Saturday, July 18, 2020

Kremlin’s Tactical Approach to Retaining Power Undermines Regime’s Long-Term Stability, Shevtsova Says


Paul Goble
           
            Staunton, July 16 – The Putin regime has created an existential crisis for itself and country over which it rules by adopting tactics to prolong its stay in powers that increasingly have the effect of undermining the stability of the Russian state and society on which it relies, Liliya Shevtsova says.

            The regime is so committed to its own survival “at any price” that it is taking short term decisions designed to ensure that which already are showing larger and longer-term consequences that run in exactly the opposite direction it wants things to go, the Russian commentator says (echo.msk.ru/blog/shevtsova/2677145-echo/).

            That does not mean that the regime is about to fall. To predict that is “naïve,” Shevtsova says. It still has enormous “administrative, force, and propaganda resources,” and its targeted repressions are working. But at the same time, it is impossible not to see something else: the stability it likes to talk about has become “a myth.”

            Putin’s amendments of the constitution make him “the Ruler” but they don’t ensure that he will have autocratic powers. It only puts off into the future the tensions that have existed since Yeltsin’s time which simultaneously created the position of “Ruler” but “did not ensure that there would be autocracy. That is something that requires continuous actions.

            But the question remains: how stable can this arrangement be if the man who is supposed to be the guarantor of the Constitution becomes “tired or the country becomes tired or his resources run out?”

            According to Shevtsova, moreover, “the concentration of authority in the hands of the individual who is the personification of the system leads to the annulment of all branches of power and all elites which could serves as lightning rods.That leaves the ruler in an unbearably difficult position, one that whether he recognizes it or not, will compromise his goals.

            Doubts are already arising about “the existence of ‘the Putin majority.’” The Kremlin leader can control those who work for the state most of the time, but even among those, like doctors who are treating the coronavirus, there arise questions and doubts when they consider what he is doing to them.

             “The Khabarovsk protest speaks not only about the anger of the regions” but also about the fact that the resources which have allowed the center to buy off or otherwise control the regions are running out. “So far, things are not so awful, but if suddenly there would be a chain reaction,” what could the regime do?

            “The paralysis of ‘the presidential vertical’ during the pandemic speaks about the inability of the powers to rule at a time of crisis,” but the problem is bigger than that. The regime is putting things off because it is seeking to solve its current challenges at the cost of the future. And thus, it is “making the future hostage to its present failures.”

            But even with time, the main problem the regime faces, the conflict between autocracy and elections, is not being solved.  “The Kremlin is trying to resolve it by converting the elections into a joke, but that method is generating anger even among the passive majority.” And the Kremlin has no answer how to stop that and allow Putin to be the autocrat.

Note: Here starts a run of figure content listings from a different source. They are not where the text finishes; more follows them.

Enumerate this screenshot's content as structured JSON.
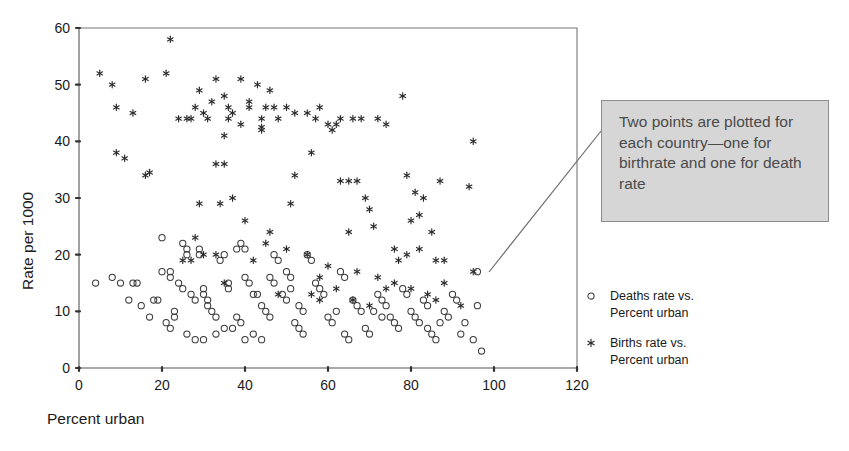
{
  "chart_data": {
    "type": "scatter",
    "title": "",
    "xlabel": "Percent urban",
    "ylabel": "Rate per 1000",
    "xlim": [
      0,
      120
    ],
    "ylim": [
      0,
      60
    ],
    "xticks": [
      0,
      20,
      40,
      60,
      80,
      100,
      120
    ],
    "yticks": [
      0,
      10,
      20,
      30,
      40,
      50,
      60
    ],
    "grid": false,
    "legend_position": "right",
    "series": [
      {
        "name": "Births rate vs. Percent urban",
        "marker": "asterisk",
        "points": [
          [
            22,
            58
          ],
          [
            5,
            52
          ],
          [
            16,
            51
          ],
          [
            21,
            52
          ],
          [
            33,
            51
          ],
          [
            39,
            51
          ],
          [
            8,
            50
          ],
          [
            43,
            50
          ],
          [
            46,
            49
          ],
          [
            29,
            49
          ],
          [
            35,
            48
          ],
          [
            78,
            48
          ],
          [
            32,
            47
          ],
          [
            9,
            46
          ],
          [
            28,
            46
          ],
          [
            36,
            46
          ],
          [
            41,
            46
          ],
          [
            45,
            46
          ],
          [
            47,
            46
          ],
          [
            50,
            46
          ],
          [
            13,
            45
          ],
          [
            26,
            44
          ],
          [
            27,
            44
          ],
          [
            31,
            44
          ],
          [
            36,
            44
          ],
          [
            44,
            44
          ],
          [
            57,
            44
          ],
          [
            63,
            44
          ],
          [
            66,
            44
          ],
          [
            68,
            44
          ],
          [
            72,
            44
          ],
          [
            62,
            43
          ],
          [
            39,
            43
          ],
          [
            44,
            42
          ],
          [
            44,
            42.5
          ],
          [
            35,
            41
          ],
          [
            95,
            40
          ],
          [
            9,
            38
          ],
          [
            56,
            38
          ],
          [
            11,
            37
          ],
          [
            33,
            36
          ],
          [
            35,
            36
          ],
          [
            16,
            34
          ],
          [
            17,
            34.5
          ],
          [
            52,
            34
          ],
          [
            79,
            34
          ],
          [
            63,
            33
          ],
          [
            65,
            33
          ],
          [
            67,
            33
          ],
          [
            87,
            33
          ],
          [
            81,
            31
          ],
          [
            29,
            29
          ],
          [
            34,
            29
          ],
          [
            51,
            29
          ],
          [
            83,
            30
          ],
          [
            37,
            30
          ],
          [
            70,
            28
          ],
          [
            94,
            32
          ],
          [
            82,
            27
          ],
          [
            40,
            26
          ],
          [
            80,
            26
          ],
          [
            46,
            24
          ],
          [
            45,
            22
          ],
          [
            65,
            24
          ],
          [
            85,
            24
          ],
          [
            28,
            23
          ],
          [
            50,
            21
          ],
          [
            76,
            21
          ],
          [
            82,
            21
          ],
          [
            30,
            20
          ],
          [
            33,
            20
          ],
          [
            55,
            20
          ],
          [
            79,
            20
          ],
          [
            88,
            19
          ],
          [
            25,
            19
          ],
          [
            27,
            19
          ],
          [
            42,
            19
          ],
          [
            77,
            19
          ],
          [
            86,
            19
          ],
          [
            60,
            18
          ],
          [
            67,
            17
          ],
          [
            95,
            17
          ],
          [
            58,
            16
          ],
          [
            72,
            16
          ],
          [
            76,
            15
          ],
          [
            88,
            15
          ],
          [
            62,
            14
          ],
          [
            74,
            14
          ],
          [
            80,
            14
          ],
          [
            84,
            13
          ],
          [
            35,
            15
          ],
          [
            48,
            13
          ],
          [
            56,
            13
          ],
          [
            58,
            12
          ],
          [
            66,
            12
          ],
          [
            92,
            11
          ],
          [
            70,
            11
          ],
          [
            86,
            12
          ],
          [
            41,
            47
          ],
          [
            52,
            45
          ],
          [
            55,
            45
          ],
          [
            58,
            46
          ],
          [
            24,
            44
          ],
          [
            30,
            45
          ],
          [
            37,
            45
          ],
          [
            48,
            44
          ],
          [
            60,
            43
          ],
          [
            61,
            42
          ],
          [
            74,
            43
          ],
          [
            69,
            30
          ],
          [
            71,
            25
          ]
        ]
      },
      {
        "name": "Deaths rate vs. Percent urban",
        "marker": "circle",
        "points": [
          [
            4,
            15
          ],
          [
            8,
            16
          ],
          [
            10,
            15
          ],
          [
            13,
            15
          ],
          [
            14,
            15
          ],
          [
            20,
            17
          ],
          [
            20,
            23
          ],
          [
            25,
            22
          ],
          [
            26,
            21
          ],
          [
            26,
            20
          ],
          [
            22,
            16
          ],
          [
            22,
            17
          ],
          [
            24,
            15
          ],
          [
            25,
            14
          ],
          [
            18,
            12
          ],
          [
            19,
            12
          ],
          [
            23,
            10
          ],
          [
            23,
            9
          ],
          [
            27,
            13
          ],
          [
            28,
            12
          ],
          [
            30,
            14
          ],
          [
            30,
            13
          ],
          [
            31,
            12
          ],
          [
            31,
            11
          ],
          [
            32,
            10
          ],
          [
            33,
            9
          ],
          [
            29,
            21
          ],
          [
            29,
            20
          ],
          [
            34,
            19
          ],
          [
            35,
            20
          ],
          [
            36,
            15
          ],
          [
            36,
            14
          ],
          [
            33,
            6
          ],
          [
            35,
            7
          ],
          [
            37,
            7
          ],
          [
            38,
            21
          ],
          [
            39,
            22
          ],
          [
            40,
            21
          ],
          [
            40,
            16
          ],
          [
            41,
            15
          ],
          [
            42,
            13
          ],
          [
            43,
            13
          ],
          [
            38,
            9
          ],
          [
            39,
            8
          ],
          [
            40,
            5
          ],
          [
            44,
            11
          ],
          [
            45,
            10
          ],
          [
            46,
            9
          ],
          [
            47,
            20
          ],
          [
            48,
            19
          ],
          [
            49,
            13
          ],
          [
            50,
            12
          ],
          [
            51,
            14
          ],
          [
            52,
            8
          ],
          [
            53,
            7
          ],
          [
            54,
            6
          ],
          [
            55,
            20
          ],
          [
            56,
            19
          ],
          [
            57,
            15
          ],
          [
            58,
            14
          ],
          [
            59,
            13
          ],
          [
            60,
            9
          ],
          [
            61,
            8
          ],
          [
            62,
            10
          ],
          [
            63,
            17
          ],
          [
            64,
            16
          ],
          [
            66,
            12
          ],
          [
            67,
            11
          ],
          [
            68,
            10
          ],
          [
            69,
            7
          ],
          [
            70,
            6
          ],
          [
            72,
            13
          ],
          [
            73,
            12
          ],
          [
            74,
            11
          ],
          [
            75,
            9
          ],
          [
            76,
            8
          ],
          [
            77,
            7
          ],
          [
            78,
            14
          ],
          [
            79,
            13
          ],
          [
            80,
            10
          ],
          [
            81,
            9
          ],
          [
            82,
            8
          ],
          [
            83,
            12
          ],
          [
            84,
            11
          ],
          [
            85,
            6
          ],
          [
            86,
            5
          ],
          [
            88,
            10
          ],
          [
            89,
            9
          ],
          [
            90,
            13
          ],
          [
            91,
            12
          ],
          [
            93,
            8
          ],
          [
            95,
            5
          ],
          [
            96,
            17
          ],
          [
            96,
            11
          ],
          [
            12,
            12
          ],
          [
            15,
            11
          ],
          [
            17,
            9
          ],
          [
            21,
            8
          ],
          [
            22,
            7
          ],
          [
            26,
            6
          ],
          [
            28,
            5
          ],
          [
            30,
            5
          ],
          [
            42,
            6
          ],
          [
            44,
            5
          ],
          [
            46,
            16
          ],
          [
            47,
            15
          ],
          [
            50,
            17
          ],
          [
            51,
            16
          ],
          [
            53,
            11
          ],
          [
            54,
            10
          ],
          [
            64,
            6
          ],
          [
            65,
            5
          ],
          [
            71,
            10
          ],
          [
            73,
            9
          ],
          [
            84,
            7
          ],
          [
            87,
            8
          ],
          [
            92,
            6
          ],
          [
            97,
            3
          ]
        ]
      }
    ]
  },
  "callout": {
    "text": "Two points are plotted for each country—one for birthrate and one for death rate"
  },
  "legend": {
    "entries": [
      {
        "marker_name": "circle-marker-icon",
        "label": "Deaths rate vs.\nPercent urban"
      },
      {
        "marker_name": "asterisk-marker-icon",
        "label": "Births rate vs.\nPercent urban"
      }
    ]
  },
  "colors": {
    "marker_stroke": "#3a3a3a",
    "frame": "#777777",
    "callout_bg": "#d6d6d6",
    "callout_border": "#8d8d8d",
    "callout_text": "#4a4a4a"
  }
}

            It is not only at home that the regime faces problems: it is in trouble abroad and thus cannot use foreign affairs to solve domestic difficulties in the way it has in the past and prefers to do. Demonstrating that Russia is a great power has been “a key factor in garnering support for the system.”

            But for that to work, Russia must become part of “the World Concert” and how can it be if others who are don’t want it there. “Today, only 18 percent of Americans, 31 percent of Europeans and 25 percent of Japanese view Russia positively.” And “60 percent of those polled in 22 countries do not trust Putin.”

            The world powers don’t count Russia among their number or want to relate to it as a partner.  That is bad enough for the Kremlin, but there is yet another problem for the Kremlin that it doesn’t want to face: “America is losing its leadership” and Russia has always based its self-image on “a struggle with American hegemonism.”

            What is the Kremlin to do if that is no longer the main challenge and if instead it has to confront a rising China? Seizing Crimea helped the regime, but its actions in the Donbass have been a mistake from the beginning, and the shooting down of the Malaysian jetliner has brought Russia harm both financially and in terms of its reputation.

            According to Shevtsova, “Ukraine has exhausted its consolidating effect as ‘an enemy’ and become for the Kremlin a problem rather than a solution.” But there is no possibility of exiting from it without some victory, and there is no obvious course available toward one that doesn’t leave Putin in worse shape. 

            “The Syrian gambit did not return Russia to the club of world powers in the way it was planned. Venezuela turned out to be an expensive adventure. The resistance of Belarus casts doubt not only on the idea of a single state with Russia but even on the existence of Eurasia under the aegis of Moscow.”

            “Failures, dead ends, and mistakes are what Russian foreign policy consists of,” and thus, “instead of being a resource for the domestic agenda, it has become a burden,” Shevtsova continues.  And that is becoming “an existential problem” not only for those in power in the Kremlin but for Russian society as a whole.